Yes, mused the old man, stroking his beard, he must write him, of course. But how, since he couldn’t write? «A friend,» she said. He looked at her searchingly and in a hesitant voice asked her if she would do it. She laughed. «I’m going for a walk,» she said, pointing up the beach away from the town. «Perhaps when I come back». And she started walking again, leaving the old man standing there, holding his bit of paper, staring after her.

She had forgotten the incident by the time she arrived back at the same spot, but there was the fisherman sitting on a rock in his rags, looking anxiously toward her as she approached. «Now you write it?» he said. «But I have no paper,» she objected. This was the beginning of a long episode in which he followed her at a distance of a few paces, all the way back along the shore, up the side hill and through the Casbah from one bacal to another in quest of an envelope and a sheet of paper.

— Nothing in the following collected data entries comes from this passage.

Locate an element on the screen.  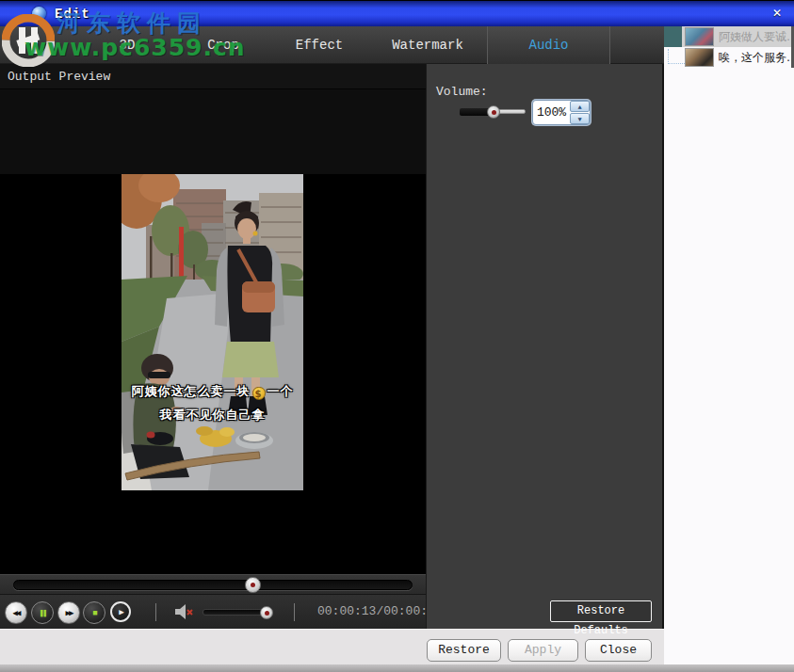
subtitle-text: 一个 is located at coordinates (281, 392). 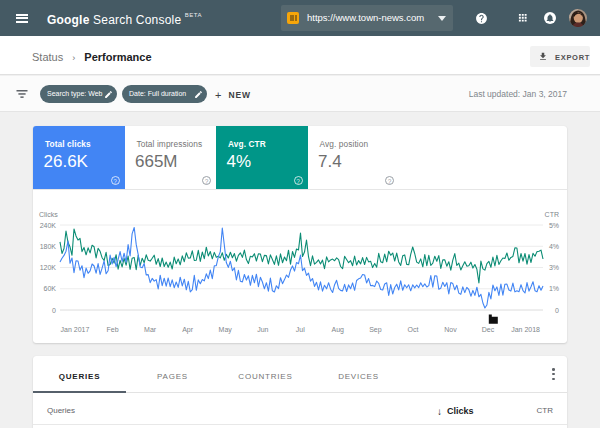 I want to click on svg-text: Feb, so click(x=112, y=330). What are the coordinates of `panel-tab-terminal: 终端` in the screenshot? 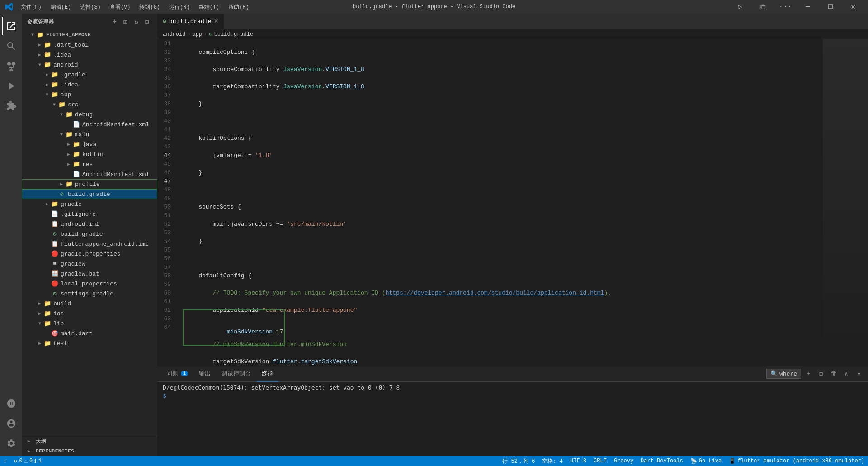 It's located at (268, 374).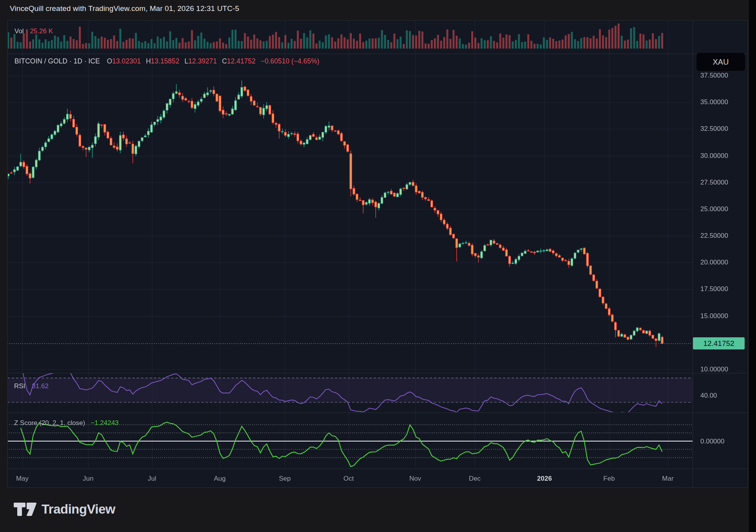  Describe the element at coordinates (719, 343) in the screenshot. I see `last-price-badge: 12.41752` at that location.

When they had finally found a shopkeeper able to provide them with the two objects, she tried to pay for them, but the old man proudly laid his own coins on the counter and handed hers back to her. By then she thought the whole incident rather fun; it would make an amusing story to tell her friends. But she also felt in need of an immediate drink, and so she refused his invitation to go into a neighboring Arab café for tea, explaining that she must sit in a European café in order to write the letter for him properly. «Do you know one near here?» she asked him; she hoped they would not need to resort to one of the cafés in the Zoco Chico, to reach which they would have to go down steep streets and innumerable steps. He led her along several extremely narrow alleys where the shade was a blessing after the midday sun, to a small dingy place called Bar Lucifer . An extremely fat woman sat behind the counter reading a French movie magazine. Eunice ordered a gin and the old man had a gaseosa. She wrote the letter quickly, in the first person, saying she had found the bottle off Ras el Ihud, near Tangier, and was writing as requested, signing herself Abdelkader ben Saïd ben Mokhtar and giving his address. The fisherman thanked her profusely and went off to post the letter, first having insisted on paying for his gaseosa; she however stayed on and had several more gins.

Читать дальше
Тёмная тема
Сбросить

Интервал:

Закладка:

Сделать

Похожие книги на «Let it come down»

Представляем Вашему вниманию похожие книги на «Let it come down» списком для выбора. Мы отобрали схожую по названию и смыслу литературу в надежде предоставить читателям больше вариантов отыскать новые, интересные, ещё непрочитанные произведения.


Отзывы о книге «Let it come down»

Обсуждение, отзывы о книге «Let it come down» и просто собственные мнения читателей. Оставьте ваши комментарии, напишите, что Вы думаете о произведении, его смысле или главных героях. Укажите что конкретно понравилось, а что нет, и почему Вы так считаете.